Past the floor where her childhood room had been.

Past the pain and the heartache and the loss.

When she reached her parents’ old bedroom, a deeper sort of terror reared up inside her.

She gripped her scarred forearm and could almost feel her mother’s nails digging in.

As she stood, staring through the open door at the spiral staircase, Angela’s feet disappeared above her.

Florence found she couldn’t follow. All of her panic, all of her fear coalesced right here in this moment.

She’d made it through yesterday, but that had been on her terms. She’d been facing her fears with support and purpose.

Yes, her panic had been simmering beneath the surface, but now it had her in its grip.

Owen came up behind her, Clara at his side. She slipped past Florence.

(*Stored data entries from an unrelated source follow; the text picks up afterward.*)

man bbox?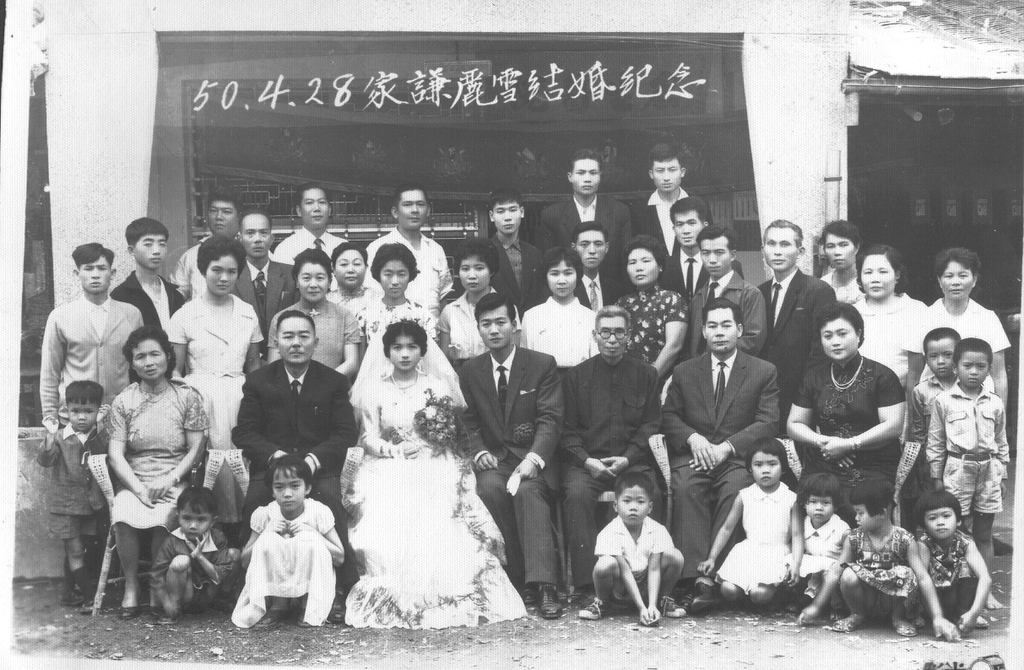
(452,289,568,620)
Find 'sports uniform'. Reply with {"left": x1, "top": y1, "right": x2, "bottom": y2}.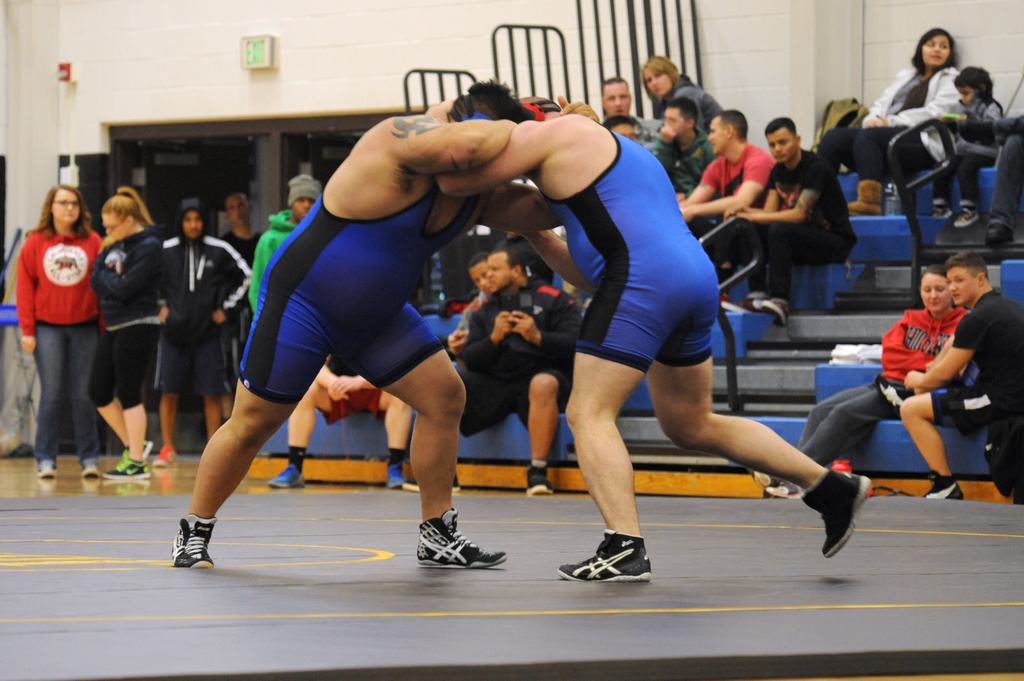
{"left": 700, "top": 149, "right": 844, "bottom": 322}.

“Clara!” Florence managed, her voice breaking. “You need to go back outside, where it’s safe.”

“Mom needs me.”

Then she, too, was running up the steps.

Owen rested a hand on Florence’s upper back. His soft touch sent tears falling down her face. The feeling of them shocked her enough to break her out of her frozen stance, and she started up the spiral staircase.

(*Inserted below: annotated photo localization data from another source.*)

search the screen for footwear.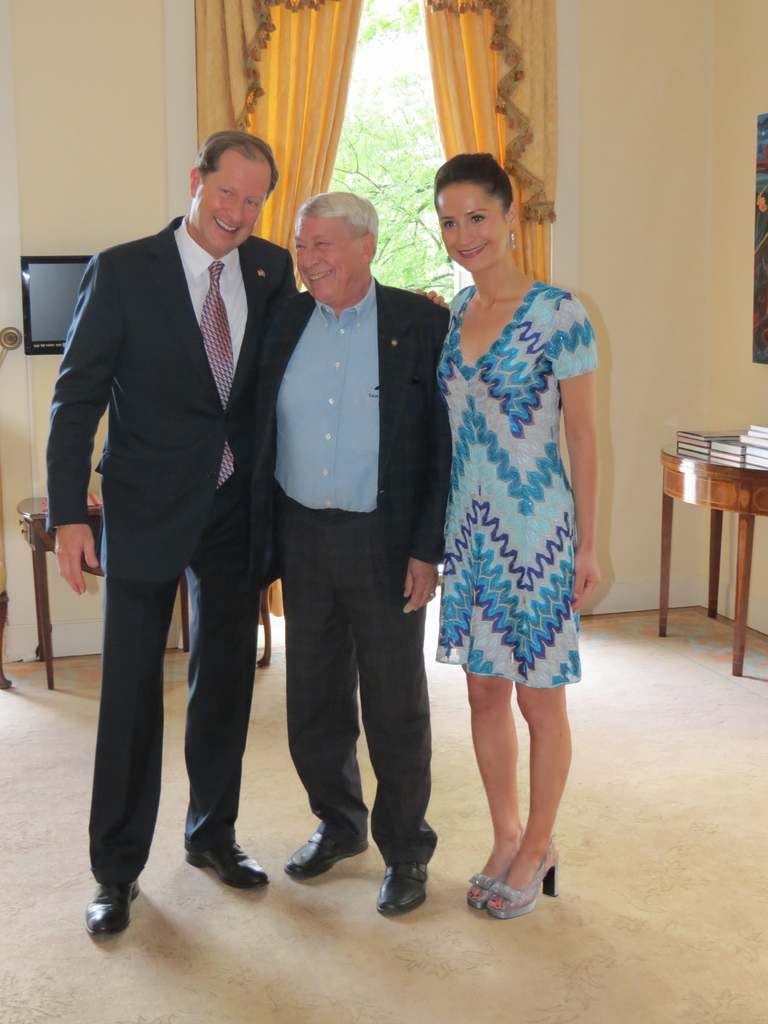
Found at (461,837,531,916).
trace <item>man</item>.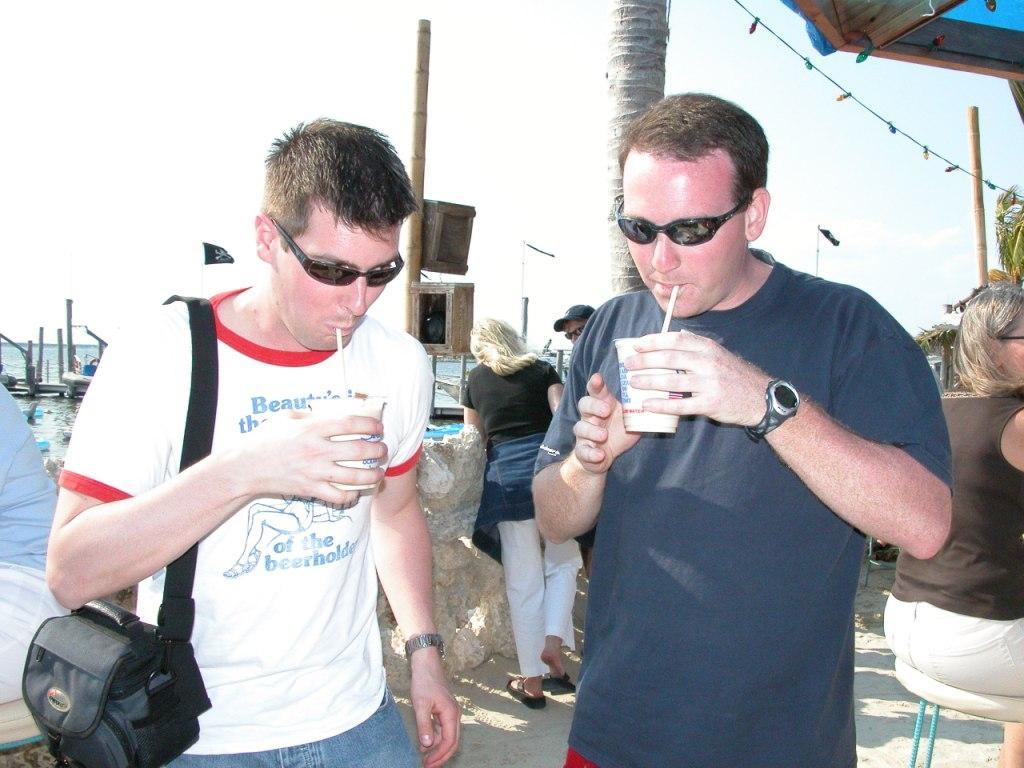
Traced to detection(528, 93, 952, 767).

When Florence reached the top, Clara was slipping through the damaged wall.

Florence ran after her to find her sister standing in front of her mother’s altar.

She took in the spell circle, the candles, the tarot cards.

In front of Evie sat a pile of spent matches.

The window had opened wide, and an unnatural gust blew through the opening. Evie held a lighter in her hand.

“Evie!” Florence said. “Don’t do this. You don’t know what that spell will do.”

“I know enough,” Evie said without looking up. She pulled the trigger on the lighter and brought flame to wick.

As the fire took hold, there was a loud crack, like a tree branch breaking.

A few feet away, Angela looked up as one of the attic beams started to fall.

Owen pushed past Florence and dove for Angela, knocking her out of the way.

The wood only just missed crushing him beneath its weight, but not before it hit his shoulder and sent him sprawling.

His head hit the attic floor with a thud, and his eyelids fluttered shut.